Workplace Interruptions

“Don’t interrupt me while I’m interrupting.” — Winston Churchill.

What are workplace and office interrupts?

We all know how it goes on your normal workday.

You come to work pumped up with an organized schedule for your day and slowly as the hours go by — nothing gets done.

You complete your day with your priorities not advancing, frustrated and angry, and with a bucket full of tasks for the night and the day after.

That’s exactly how my day used to look. And it got all the wind out of my sails…

How to stop interruptions at work? What are work interrupts and are they a must?

When something is causing you to lose focus on what you are doing it’s a distraction.

And interrupt is a form of distraction — but it also deliberately takes your attention from the task you are working on.

So the target is to work differently with interrupts to the point in which they — at worst — become short distractions.
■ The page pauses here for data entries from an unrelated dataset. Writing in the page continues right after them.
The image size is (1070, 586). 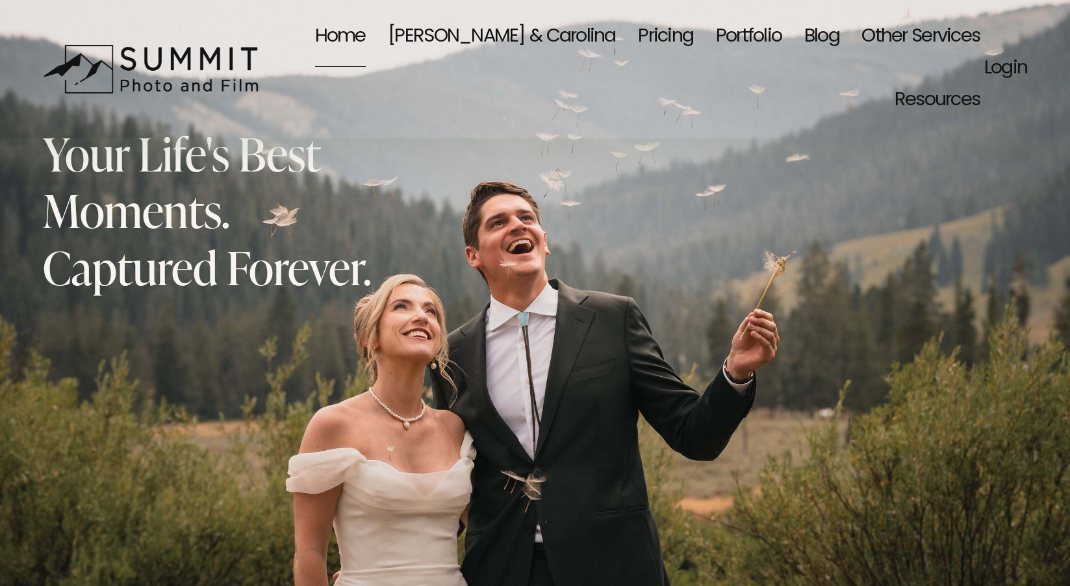 What do you see at coordinates (937, 101) in the screenshot?
I see `span: Resources` at bounding box center [937, 101].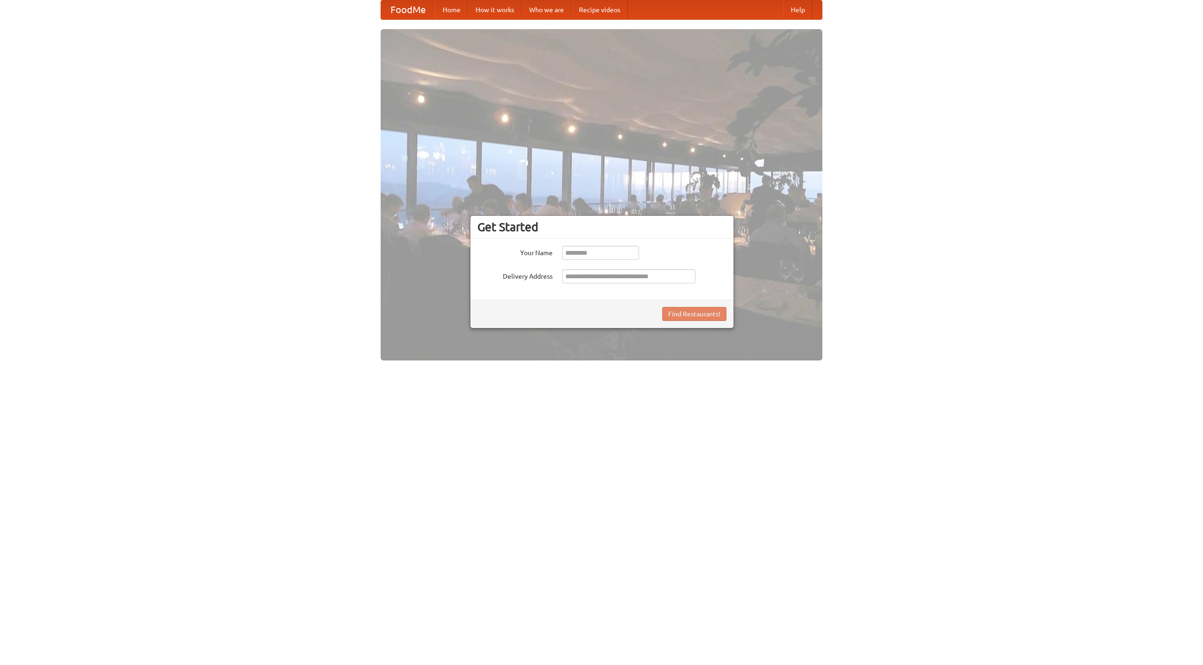 The height and width of the screenshot is (665, 1203). I want to click on a: Help, so click(798, 10).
Yes — I do understand that interruptions are a daily routine — especially in the office/Hi-tech industry — but there is a better way to handle them.

But the first thing you need to come to terms with — they will not go away whatever you do!
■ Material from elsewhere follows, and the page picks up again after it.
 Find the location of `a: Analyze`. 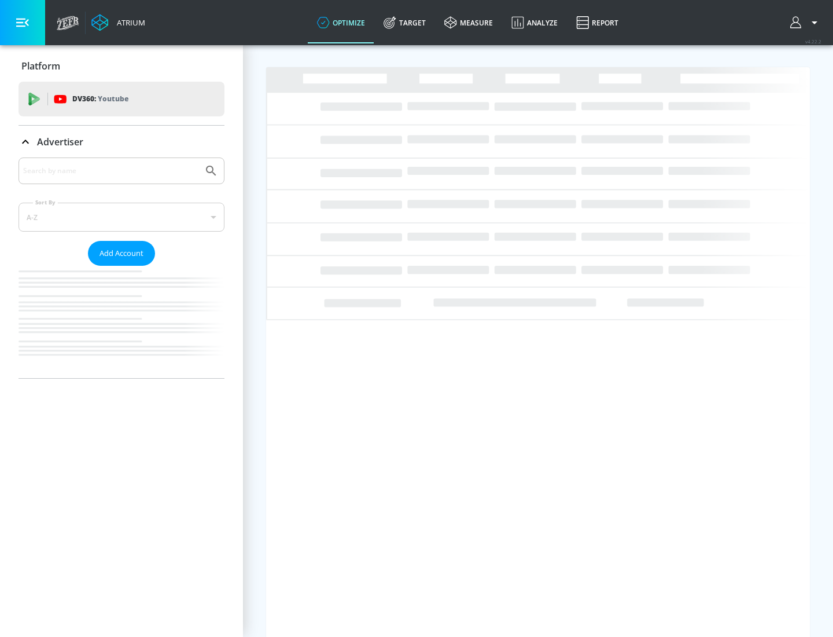

a: Analyze is located at coordinates (535, 23).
And quite honestly — sometimes they are needed to get the job done.

When you are onboarding a new teammate and he/she needs guidance on how to proceed or when you are working on a time-sensitive task and need quick responses to get the job done — Interrupts are critical.

And just like a PC CPU — some interrupts need to be handled right away to get things moving (like a WiFi packet that needs to be handled for the voice call to continue smoothly) and some can wait a while for a better time as they are not so urgent (like most of the tasks that your applications are doing in the background).
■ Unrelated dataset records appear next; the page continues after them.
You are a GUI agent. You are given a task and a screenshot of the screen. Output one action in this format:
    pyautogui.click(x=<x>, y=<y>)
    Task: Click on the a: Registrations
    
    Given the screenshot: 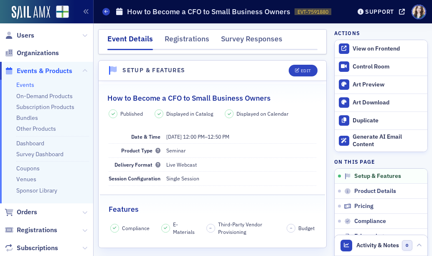 What is the action you would take?
    pyautogui.click(x=31, y=230)
    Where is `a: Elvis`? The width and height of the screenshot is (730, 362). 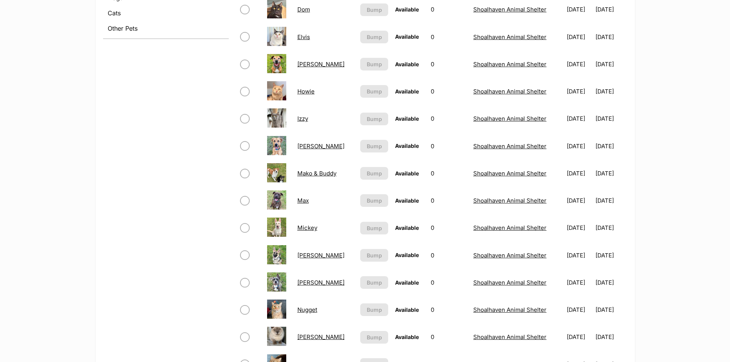 a: Elvis is located at coordinates (303, 37).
Don’t hate the interrupter — Hate the interrupt

An important point to keep in mind is that the interrupter is not perceiving this the same way you do — for them, it is the most urgent or important thing: you must answer their question now because they have nothing else to do, or you must read this important news message on a new baby penguin that was born…

Embrace Interrupts — They will happen regardless, so don’t let them kill your day or your motivation.

Fearing distractions fosters resentment against the ones doing the distracting. Recognize that you will be distracted sometimes and accept those distractions as opportunities to improve.

If you need some “pick me up method” Use the “Interrupt squares” technique

What is the technique — before each one-hour work session draw 4 small boxes, just enough to mark a “V” in them.

every time an interrupt happens — mark a V in one.

with an average of one every 15 minutes — you can expect usually 4 in a working session.

This will not block interrupts but only make you feel more in control — Sounds easy, right? An expected distraction has no power over your day. You still have control.

Valid and In-Valid Interrupts — Which ones impact productivity?

Valid interrupts are the ones that are time-critical to benefit you also (even if it means to keep good relations with someone else so that when you will require their help they will give you the same priority).

In-Valid are the ones that are not time-critical to either of the parties and can wait — but they need to be postponed in a “Nice Way” to not impact your relationship or in a smarter way to be done in the appropriate time.

There are various types of interrupts, some of them will surprise you:

  • E-mail notifications
  • Messages and various Chat apps notifications
  • Social media feeds and notifications
  • Phone calls
  • App notifications and Daily news site alerts
  • Coworkers stopping by (or your family members if you are working from home)
  • Managers (interrupting your work asking for status reports or to change your priorities).

What do office interruptions cause? — and a few “fun” facts to take into account on workplace interruptions.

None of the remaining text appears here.